1. Clans maintaining their identity due to power/size/specialisation (Blackrock and Dragonmaw), freedom from captivity while others were interned (Warsong) or independence generally (Frostwolves). These however are somewhat different, the Warsong in the modern Horde are more of a large military unit with a lot of family interrelations, while the Frostwolves or Dragonmaw are probably the only clan who maintain the clanny nature of the earlier organisation of orcs.
2. Clans which maintain some of their traditions, but really are more of specific forces now, including the Burning Blade for demon stuff, Shattered Hand for stealth and Thunderlord for beastslaying/taming. These clans are small, highly specialised and their cultural traditions are the only thing that's let them survive as political units. The Burning Blade specifically are a good example where there's a core of aged Blademasters, but the younger generation are mostly warlocks and generic warriors. Within a couple of generations if they kept as they are they'd just become the organisation in the Horde dedicated to anti-demon activity, without any of the of the familial bonds. This is what's happened to the Shattered Hand who've started accepting non-orcs.
3. Clanless orcs, some of them the remnants of clans, others never in clans, others still a amalgamation of various clans. For example, say an internment camp riots and one particular orc starts leading the former prisoners. This leader manages to maintain command over these prisoners and eventually they end up in Durotar, settling around some particular place, or staying as a military unit. This doesn't really become a clan, but not does the leader try to impose their traditions on others. You start to see a unified 'orcish' culture, especially because Thrall is pushing this from above because he doesn't massively identify with a clan and knows about the disadvantages of clans. There are some problems with this, for example it creates a lot of poverty because the normal mechanisms of clan protection etc have been violently removed and now there's a lot of young clanness orcs competing for opportunities, and because there aren't enough they go off raiding.

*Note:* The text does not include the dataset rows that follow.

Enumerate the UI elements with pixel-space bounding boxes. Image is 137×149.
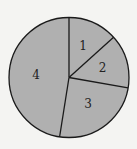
slice-label-2: 2 xyxy=(99,61,107,75)
pie-slices xyxy=(9,18,129,138)
pie-chart: 1234 xyxy=(0,0,137,149)
slice-label-3: 3 xyxy=(84,97,92,111)
slice-label-4: 4 xyxy=(32,68,40,82)
slice-label-1: 1 xyxy=(79,39,87,53)
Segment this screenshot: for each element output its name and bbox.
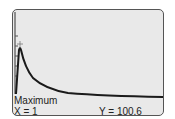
y-readout: Y = 100.6 (99, 106, 142, 116)
mode-label: Maximum (14, 95, 57, 106)
calculator-screen: Maximum X = 1 Y = 100.6 (12, 9, 164, 116)
x-readout: X = 1 (14, 106, 38, 116)
function-curve (16, 48, 164, 97)
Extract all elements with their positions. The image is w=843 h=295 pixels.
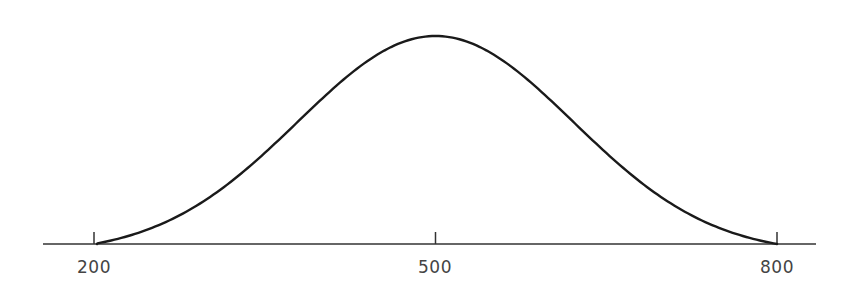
x-axis-ticks: [94, 232, 777, 244]
x-tick-label-200: 200: [77, 257, 111, 277]
x-tick-label-500: 500: [418, 257, 452, 277]
bell-curve-line: [97, 36, 777, 244]
x-axis-tick-labels: 200 500 800: [77, 257, 794, 277]
normal-distribution-chart: 200 500 800: [0, 0, 843, 295]
x-tick-label-800: 800: [760, 257, 794, 277]
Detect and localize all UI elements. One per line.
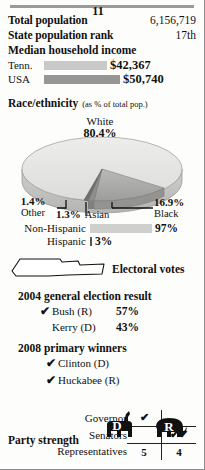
candidate-row-bush: ✔ Bush (R) 57% bbox=[8, 304, 196, 319]
income-row-tennessee: Tenn. $42,367 bbox=[8, 59, 196, 72]
median-income-heading: Median household income bbox=[8, 44, 196, 56]
elephant-letter: R bbox=[164, 419, 174, 434]
electoral-votes-count: 11 bbox=[0, 4, 196, 19]
pie-asian-value: 1.3% bbox=[56, 208, 81, 220]
income-bar-fill bbox=[44, 61, 107, 70]
race-heading-note: (as % of total pop.) bbox=[82, 99, 147, 109]
tennessee-outline: 11 bbox=[8, 256, 108, 282]
primary-winners-heading: 2008 primary winners bbox=[8, 342, 196, 354]
hispanic-row-label: Non-Hispanic bbox=[8, 222, 90, 234]
pie-black-value: 16.9% bbox=[154, 197, 198, 209]
hispanic-row-label: Hispanic bbox=[8, 235, 90, 247]
hispanic-row-value: 97% bbox=[155, 222, 178, 234]
pie-white-value: 80.4% bbox=[60, 127, 140, 140]
donkey-letter: D bbox=[112, 418, 121, 433]
winner-check-icon: ✔ bbox=[44, 356, 58, 371]
candidate-percent: 43% bbox=[116, 321, 139, 333]
state-shape-icon bbox=[8, 256, 108, 278]
primary-winner-clinton: ✔ Clinton (D) bbox=[8, 356, 196, 371]
winner-check-icon: ✔ bbox=[44, 373, 58, 388]
pie-black-name: Black bbox=[154, 208, 198, 219]
electoral-votes-row: 11 Electoral votes bbox=[8, 257, 196, 281]
rep-cell: 4 bbox=[162, 443, 197, 460]
income-bar-track bbox=[44, 61, 107, 70]
hispanic-row-non-hispanic: Non-Hispanic 97% bbox=[8, 222, 196, 235]
income-row-value: $42,367 bbox=[110, 58, 151, 73]
hispanic-row-hispanic: Hispanic 3% bbox=[8, 235, 196, 248]
primary-winner-name: Clinton (D) bbox=[58, 357, 109, 369]
stat-value: 17th bbox=[176, 29, 196, 41]
income-bar-track bbox=[44, 75, 120, 84]
income-row-label: USA bbox=[8, 73, 44, 85]
income-row-value: $50,740 bbox=[123, 72, 164, 87]
elephant-icon: R bbox=[152, 410, 192, 442]
primary-winner-name: Huckabee (R) bbox=[58, 374, 119, 386]
party-strength-heading: Party strength bbox=[8, 434, 79, 446]
party-symbols: D R bbox=[104, 410, 192, 442]
candidate-row-kerry: Kerry (D) 43% bbox=[8, 321, 196, 333]
pie-label-white: White 80.4% bbox=[60, 116, 140, 140]
pie-other-name: Other bbox=[10, 207, 56, 218]
stat-label: State population rank bbox=[8, 29, 113, 41]
state-fact-panel: Total population 6,156,719 State populat… bbox=[0, 0, 205, 470]
hispanic-bar-fill bbox=[90, 224, 152, 233]
candidate-name: Bush (R) bbox=[52, 305, 116, 317]
stat-population-rank: State population rank 17th bbox=[8, 29, 196, 41]
winner-check-icon: ✔ bbox=[38, 304, 52, 319]
income-bar-fill bbox=[44, 75, 120, 84]
party-strength-block: Party strength D R Governor ✔ Senators ✔… bbox=[8, 410, 196, 460]
electoral-votes-label: Electoral votes bbox=[112, 263, 185, 275]
pie-label-black: 16.9% Black bbox=[154, 197, 198, 220]
dem-cell: 5 bbox=[127, 443, 162, 460]
race-ethnicity-heading: Race/ethnicity (as % of total pop.) bbox=[8, 93, 196, 111]
race-heading-text: Race/ethnicity bbox=[8, 97, 78, 109]
pie-label-asian: 1.3% Asian bbox=[56, 205, 148, 222]
pie-asian-name: Asian bbox=[85, 209, 110, 220]
hispanic-row-value: 3% bbox=[95, 235, 112, 247]
income-row-usa: USA $50,740 bbox=[8, 73, 196, 86]
pie-label-other: 1.4% Other bbox=[10, 196, 56, 219]
general-election-heading: 2004 general election result bbox=[8, 290, 196, 302]
pie-other-value: 1.4% bbox=[10, 196, 56, 208]
hispanic-bar-fill bbox=[90, 237, 92, 246]
candidate-name: Kerry (D) bbox=[52, 321, 116, 333]
income-row-label: Tenn. bbox=[8, 59, 44, 71]
primary-winner-huckabee: ✔ Huckabee (R) bbox=[8, 373, 196, 388]
race-pie-chart: White 80.4% 1.4% Other 1.3% Asian 16.9% … bbox=[8, 112, 196, 222]
donkey-icon: D bbox=[104, 410, 144, 442]
candidate-percent: 57% bbox=[116, 305, 139, 317]
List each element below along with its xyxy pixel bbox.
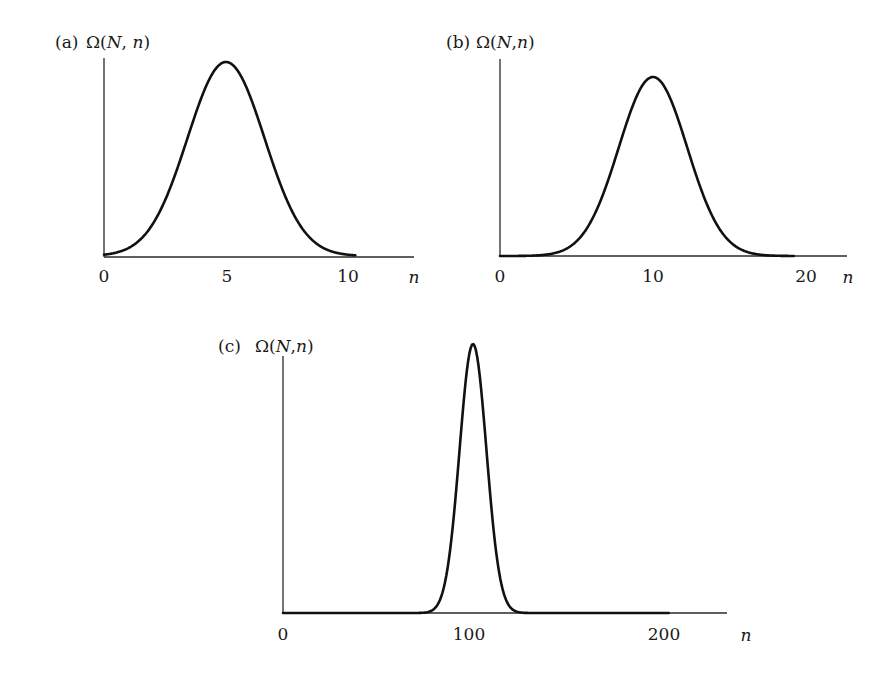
panel-b-tick-1: 10 (642, 266, 664, 286)
panel-b-ylabel: Ω(N,n) (476, 32, 535, 52)
panel-b-tick-2: 20 (795, 266, 817, 286)
panel-b-curve (500, 77, 794, 256)
panel-c-xlabel: n (741, 625, 752, 645)
omega-symbol: Ω( (476, 32, 497, 52)
panel-c-tick-2: 200 (648, 624, 680, 644)
panel-c-curve (283, 344, 669, 613)
panel-a-tick-1: 5 (222, 266, 233, 286)
panel-a-letter: (a) (55, 32, 78, 52)
ylabel-close: ) (528, 32, 535, 52)
panel-c-letter: (c) (218, 336, 241, 356)
omega-symbol: Ω( (86, 32, 107, 52)
panel-a-tick-2: 10 (337, 266, 359, 286)
ylabel-sep: , (122, 32, 133, 52)
ylabel-n: n (517, 32, 528, 52)
figure: (a) Ω(N, n) 0 5 10 n (b) Ω(N,n) 0 10 20 … (0, 0, 896, 674)
panel-a: (a) Ω(N, n) 0 5 10 n (55, 32, 419, 287)
panel-b-letter: (b) (446, 32, 470, 52)
panel-a-curve (104, 62, 355, 255)
ylabel-N: N (275, 336, 292, 356)
ylabel-N: N (106, 32, 123, 52)
panel-a-ylabel: Ω(N, n) (86, 32, 150, 52)
panel-c-tick-1: 100 (453, 624, 485, 644)
panel-c-ylabel: Ω(N,n) (255, 336, 314, 356)
ylabel-n: n (296, 336, 307, 356)
panel-c: (c) Ω(N,n) 0 100 200 n (218, 336, 751, 645)
panel-a-xlabel: n (409, 267, 420, 287)
ylabel-close: ) (307, 336, 314, 356)
panel-b-xlabel: n (843, 267, 854, 287)
ylabel-n: n (132, 32, 143, 52)
panel-b: (b) Ω(N,n) 0 10 20 n (446, 32, 853, 287)
panel-c-tick-0: 0 (278, 624, 289, 644)
omega-symbol: Ω( (255, 336, 276, 356)
panel-b-tick-0: 0 (495, 266, 506, 286)
panel-a-tick-0: 0 (99, 266, 110, 286)
ylabel-N: N (496, 32, 513, 52)
ylabel-close: ) (143, 32, 150, 52)
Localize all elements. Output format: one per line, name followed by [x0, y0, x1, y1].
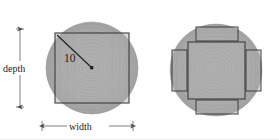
bottom-board [196, 100, 238, 114]
top-board [196, 27, 238, 41]
left-diagram-group: 10 depth width [1, 16, 140, 133]
right-board [246, 50, 261, 91]
right-diagram-group [160, 17, 265, 117]
radius-label: 10 [64, 52, 76, 64]
diagram-svg: 10 depth width [0, 0, 279, 140]
center-square [188, 42, 245, 99]
depth-label: depth [3, 63, 25, 74]
woodworking-figure-canvas: 10 depth width [0, 0, 279, 140]
left-board [172, 50, 187, 91]
width-label: width [69, 121, 92, 132]
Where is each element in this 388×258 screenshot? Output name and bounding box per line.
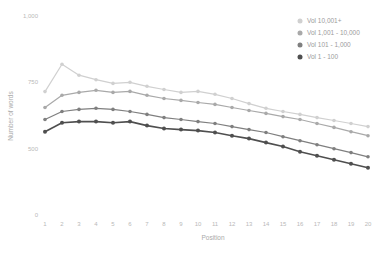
y-axis-title: Number of words (7, 91, 14, 141)
data-point (196, 129, 200, 133)
series-vol-1-001-10-000 (43, 89, 370, 138)
data-point (366, 166, 370, 170)
x-tick-label: 8 (162, 221, 166, 227)
legend-dot-icon (298, 31, 303, 36)
x-tick-label: 15 (280, 221, 287, 227)
data-point (349, 162, 353, 166)
legend-item-vol-1-001-10-000[interactable]: Vol 1,001 - 10,000 (298, 29, 361, 36)
legend-label: Vol 1 - 100 (307, 53, 338, 60)
data-point (111, 82, 115, 86)
data-point (281, 135, 285, 139)
x-tick-label: 5 (111, 221, 115, 227)
data-point (247, 109, 251, 113)
data-point (128, 90, 132, 94)
data-point (77, 120, 81, 124)
data-point (264, 112, 268, 116)
y-tick-label: 750 (28, 79, 39, 85)
data-point (298, 113, 302, 117)
x-tick-label: 11 (212, 221, 219, 227)
legend-label: Vol 101 - 1,000 (307, 41, 351, 48)
data-point (298, 139, 302, 143)
x-tick-label: 1 (43, 221, 47, 227)
data-point (332, 147, 336, 151)
x-tick-label: 16 (297, 221, 304, 227)
series-vol-1-100 (43, 120, 370, 170)
data-point (162, 127, 166, 131)
x-tick-label: 17 (314, 221, 321, 227)
x-tick-label: 7 (145, 221, 149, 227)
data-point (94, 107, 98, 111)
data-point (298, 150, 302, 154)
data-point (315, 116, 319, 120)
data-point (111, 108, 115, 112)
data-point (298, 118, 302, 122)
data-point (60, 110, 64, 114)
series-line (45, 64, 368, 126)
data-point (366, 155, 370, 159)
data-point (247, 128, 251, 132)
data-point (128, 81, 132, 85)
data-point (43, 130, 47, 134)
data-point (366, 134, 370, 138)
data-point (332, 119, 336, 123)
data-point (366, 125, 370, 129)
data-point (128, 110, 132, 114)
data-point (94, 89, 98, 93)
legend: Vol 10,001+Vol 1,001 - 10,000Vol 101 - 1… (298, 17, 361, 60)
x-tick-label: 14 (263, 221, 270, 227)
data-point (315, 143, 319, 147)
data-point (349, 151, 353, 155)
y-tick-label: 0 (35, 212, 39, 218)
data-point (43, 106, 47, 110)
data-point (264, 131, 268, 135)
x-axis-title: Position (201, 234, 225, 241)
x-tick-label: 18 (331, 221, 338, 227)
x-tick-label: 6 (128, 221, 132, 227)
data-point (230, 106, 234, 110)
x-tick-label: 19 (348, 221, 355, 227)
data-point (332, 126, 336, 130)
x-tick-label: 4 (94, 221, 98, 227)
x-tick-label: 9 (179, 221, 183, 227)
data-point (77, 108, 81, 112)
legend-label: Vol 10,001+ (307, 17, 342, 24)
data-point (60, 121, 64, 125)
data-point (43, 118, 47, 122)
data-point (162, 116, 166, 120)
data-point (281, 145, 285, 149)
data-point (145, 85, 149, 89)
data-point (94, 120, 98, 124)
y-axis-ticks: 05007501,000 (23, 13, 39, 218)
data-point (315, 154, 319, 158)
x-tick-label: 3 (77, 221, 81, 227)
data-point (145, 124, 149, 128)
x-tick-label: 10 (195, 221, 202, 227)
data-point (213, 122, 217, 126)
data-point (247, 137, 251, 141)
data-point (179, 91, 183, 95)
data-point (264, 107, 268, 111)
data-point (264, 141, 268, 145)
data-point (145, 113, 149, 117)
x-axis-ticks: 1234567891011121314151617181920 (43, 221, 372, 227)
data-point (179, 128, 183, 132)
data-point (230, 134, 234, 138)
line-chart-canvas: Number of words Position 05007501,000 12… (0, 0, 388, 258)
series-vol-10-001 (43, 63, 370, 129)
data-point (247, 102, 251, 106)
legend-item-vol-101-1-000[interactable]: Vol 101 - 1,000 (298, 41, 352, 48)
data-point (111, 121, 115, 125)
legend-item-vol-1-100[interactable]: Vol 1 - 100 (298, 53, 339, 60)
x-tick-label: 20 (365, 221, 372, 227)
x-tick-label: 13 (246, 221, 253, 227)
data-point (349, 122, 353, 126)
legend-item-vol-10-001[interactable]: Vol 10,001+ (298, 17, 342, 24)
data-point (281, 115, 285, 119)
data-point (196, 101, 200, 105)
chart: Number of words Position 05007501,000 12… (0, 0, 388, 258)
data-point (145, 94, 149, 98)
x-tick-label: 2 (60, 221, 64, 227)
data-point (60, 94, 64, 98)
y-tick-label: 500 (28, 146, 39, 152)
data-point (77, 73, 81, 77)
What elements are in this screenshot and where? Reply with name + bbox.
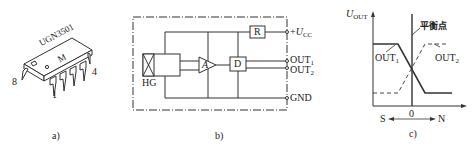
block-diagram (133, 17, 289, 110)
origin-label: 0 (409, 109, 414, 119)
caption-a: a) (52, 131, 60, 141)
south-label: S (380, 114, 386, 124)
pin4-label: 4 (92, 67, 97, 77)
y-axis-label: UOUT (346, 9, 368, 21)
out2-main: OUT (290, 64, 311, 75)
north-label: N (438, 114, 445, 124)
out2-curve-main: OUT (435, 52, 456, 63)
pin-out2-label: OUT2 (290, 65, 314, 77)
balance-point-label: 平衡点 (420, 22, 447, 31)
out1-curve-label: OUT1 (375, 53, 399, 65)
pin1-label: 1 (52, 90, 57, 100)
vcc-sub: CC (303, 31, 312, 39)
out2-curve-label: OUT2 (435, 53, 459, 65)
out1-curve-main: OUT (375, 52, 396, 63)
caption-c: c) (409, 129, 417, 139)
output-characteristic-chart (371, 11, 467, 121)
hall-generator-label: HG (142, 78, 156, 88)
caption-b: b) (215, 131, 223, 141)
pin-gnd-label: GND (290, 93, 312, 103)
y-axis-sub: OUT (353, 13, 367, 21)
out1-curve-sub: 1 (396, 57, 400, 65)
out2-sub: 2 (311, 69, 315, 77)
out2-curve-sub: 2 (456, 57, 460, 65)
pin-vcc-label: +UCC (290, 27, 312, 39)
vcc-main: U (296, 26, 303, 37)
resistor-label: R (254, 27, 261, 37)
pin8-label: 8 (12, 77, 17, 87)
driver-label: D (234, 59, 241, 69)
amplifier-label: A (202, 60, 208, 70)
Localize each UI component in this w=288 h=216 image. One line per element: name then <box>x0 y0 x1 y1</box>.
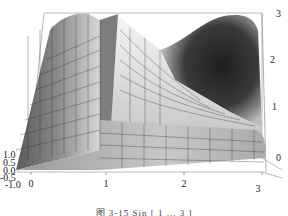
z-tick-1: 1 <box>272 101 277 112</box>
surface-left-sheet <box>16 14 100 170</box>
x-tick-2: 2 <box>182 178 187 189</box>
x-axis <box>31 172 262 175</box>
x-tick-1: 1 <box>104 178 109 189</box>
x-tick-0: 0 <box>29 178 34 189</box>
surface-plot: 0 1 2 3 1.0 0.5 0.0 -0.5 -1.0 3 2 1 0 <box>0 0 288 200</box>
y-tick-neg1: -1.0 <box>5 179 21 190</box>
z-tick-3: 3 <box>276 8 281 19</box>
x-tick-3: 3 <box>256 183 261 194</box>
z-tick-0: 0 <box>276 152 281 163</box>
z-tick-2: 2 <box>270 54 275 65</box>
figure-caption: 图 3-15 Sin [ 1 ... 3 ] <box>0 206 288 216</box>
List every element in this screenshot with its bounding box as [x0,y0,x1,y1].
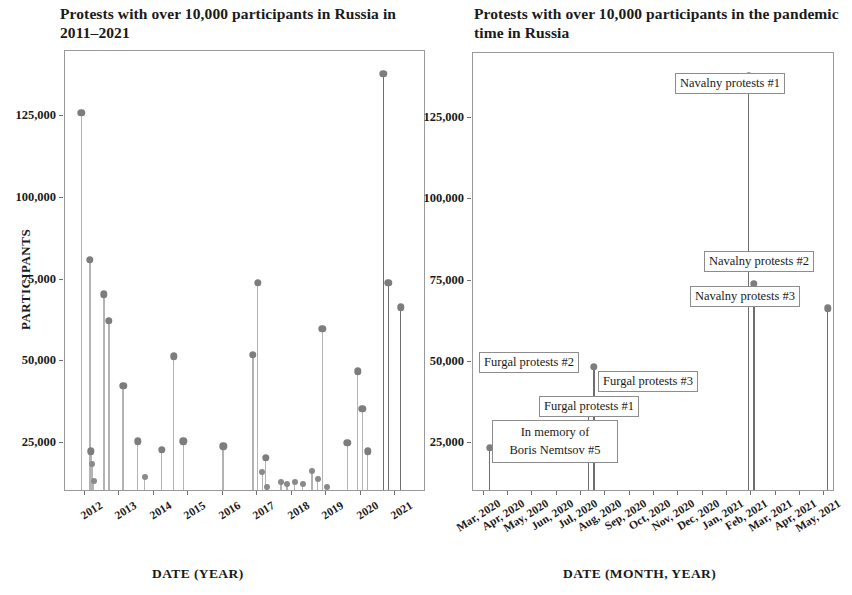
y-axis-tick-mark [59,115,63,116]
x-axis-tick-mark [153,491,154,495]
data-point-marker [158,446,165,453]
data-point-stem [103,294,104,490]
annotation-navalny-protests-2: Navalny protests #2 [704,251,814,272]
left-plot-area [64,50,425,491]
data-point-stem [489,448,490,490]
data-point-marker [89,461,95,467]
data-point-marker [359,405,366,412]
x-axis-tick-mark [325,491,326,495]
data-point-marker [380,70,387,77]
data-point-marker [397,304,404,311]
y-axis-tick-label: 50,000 [398,353,464,368]
data-point-stem [367,451,368,490]
x-axis-tick-mark [726,491,727,495]
data-point-stem [173,356,174,490]
data-point-stem [347,443,348,490]
data-point-stem [257,283,258,490]
x-axis-tick-mark [556,491,557,495]
data-point-marker [219,443,226,450]
data-point-marker [78,109,85,116]
annotation-in-memory-boris-nemtsov-5: In memory of Boris Nemtsov #5 [492,420,618,463]
y-axis-tick-mark [467,280,471,281]
data-point-stem [753,284,754,490]
y-axis-tick-label: 100,000 [0,190,56,205]
y-axis-tick-mark [467,198,471,199]
data-point-marker [105,317,112,324]
data-point-marker [142,474,148,480]
y-axis-tick-label: 75,000 [398,272,464,287]
x-axis-tick-mark [507,491,508,495]
data-point-marker [86,256,93,263]
data-point-stem [81,113,82,490]
data-point-stem [388,283,389,490]
left-x-axis-title: DATE (YEAR) [152,566,244,582]
data-point-marker [364,447,371,454]
left-chart-title: Protests with over 10,000 participants i… [60,4,410,42]
data-point-marker [319,325,326,332]
x-axis-tick-mark [653,491,654,495]
y-axis-tick-label: 100,000 [398,191,464,206]
right-chart-title: Protests with over 10,000 participants i… [474,4,839,42]
data-point-marker [134,438,141,445]
data-point-stem [252,355,253,490]
x-axis-tick-mark [118,491,119,495]
x-axis-tick-mark [291,491,292,495]
x-axis-tick-mark [823,491,824,495]
x-axis-tick-mark [580,491,581,495]
y-axis-tick-mark [467,442,471,443]
annotation-nemtsov-line-2: Boris Nemtsov #5 [499,441,611,459]
y-axis-tick-mark [59,197,63,198]
x-axis-tick-mark [394,491,395,495]
x-axis-tick-mark [256,491,257,495]
y-axis-tick-label: 125,000 [0,108,56,123]
x-axis-tick-mark [604,491,605,495]
y-axis-tick-label: 25,000 [0,435,56,450]
y-axis-tick-label: 75,000 [0,271,56,286]
right-chart-panel: Protests with over 10,000 participants i… [426,0,852,595]
x-axis-tick-mark [677,491,678,495]
data-point-stem [161,450,162,490]
data-point-marker [100,291,107,298]
data-point-marker [180,438,187,445]
x-axis-tick-mark [84,491,85,495]
x-axis-tick-mark [775,491,776,495]
data-point-marker [590,363,597,370]
annotation-navalny-protests-1: Navalny protests #1 [675,73,785,94]
data-point-marker [324,484,330,490]
y-axis-tick-mark [467,117,471,118]
data-point-stem [322,329,323,490]
data-point-marker [354,367,361,374]
data-point-marker [315,476,321,482]
data-point-marker [292,479,298,485]
figure-root: Protests with over 10,000 participants i… [0,0,852,595]
data-point-marker [264,484,270,490]
annotation-furgal-protests-3: Furgal protests #3 [598,371,698,392]
data-point-stem [137,441,138,490]
annotation-nemtsov-line-1: In memory of [499,423,611,441]
y-axis-tick-mark [59,442,63,443]
data-point-stem [827,308,828,490]
y-axis-tick-mark [59,279,63,280]
x-axis-tick-mark [750,491,751,495]
y-axis-tick-mark [467,361,471,362]
x-axis-tick-mark [222,491,223,495]
annotation-navalny-protests-3: Navalny protests #3 [690,286,800,307]
data-point-stem [122,386,123,490]
data-point-marker [262,454,269,461]
data-point-marker [344,439,351,446]
data-point-marker [309,468,315,474]
x-axis-tick-mark [799,491,800,495]
x-axis-tick-mark [531,491,532,495]
data-point-marker [249,351,256,358]
y-axis-tick-label: 50,000 [0,353,56,368]
data-point-marker [300,481,306,487]
data-point-stem [222,446,223,490]
data-point-marker [254,279,261,286]
data-point-stem [357,371,358,490]
data-point-marker [278,479,284,485]
annotation-furgal-protests-2: Furgal protests #2 [479,352,579,373]
data-point-marker [87,447,94,454]
x-axis-tick-mark [702,491,703,495]
data-point-marker [170,353,177,360]
y-axis-tick-label: 125,000 [398,110,464,125]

What I've not mentioned yet is that there's always been non-orc members of the Horde. While previously they fit in independently, the situation of the Orcs in Kalimdor is that sometimes you'll get a load of random people turning up who don't have their own racial commanders, and therefore fall under whatever Horde leadership there is. Thrall and others realise the need to adopt new methods for dealing with these various problems, but given that half of them aren't even literate (clan culture etc) its been quite difficult for them. Notably, there's a need to deal with a non-clan, racially heterogenous population, as well as dealing with a variety of goods and products, the easiest way of doing so is with currency. The Horde also needs to fund, resource and man expeditions to far flung places. Who do you send to garrison Kargath in the Badlands? You can't send a single clan as you would previously because they don't really exist anymore, so you send a clan and racially diverse group which can operate under the authority of a unified commander. That's how new organisations like the Kor'kron get formed, they're highly inspired by the former clan organisation but they're far closer to professional military units than they are the old Draenor family groups.
Comparably the Alliance are massively different. At the lowest levels of development they're feudal with clear but complex hierarchical, mercantile and religious chains of authority, and at the higher levels of development they're starting to get into nation-state territory with the centralisation of authority under a king.
I'll go into timeline in another post, but everyone feel free to ask any questions about this stuff.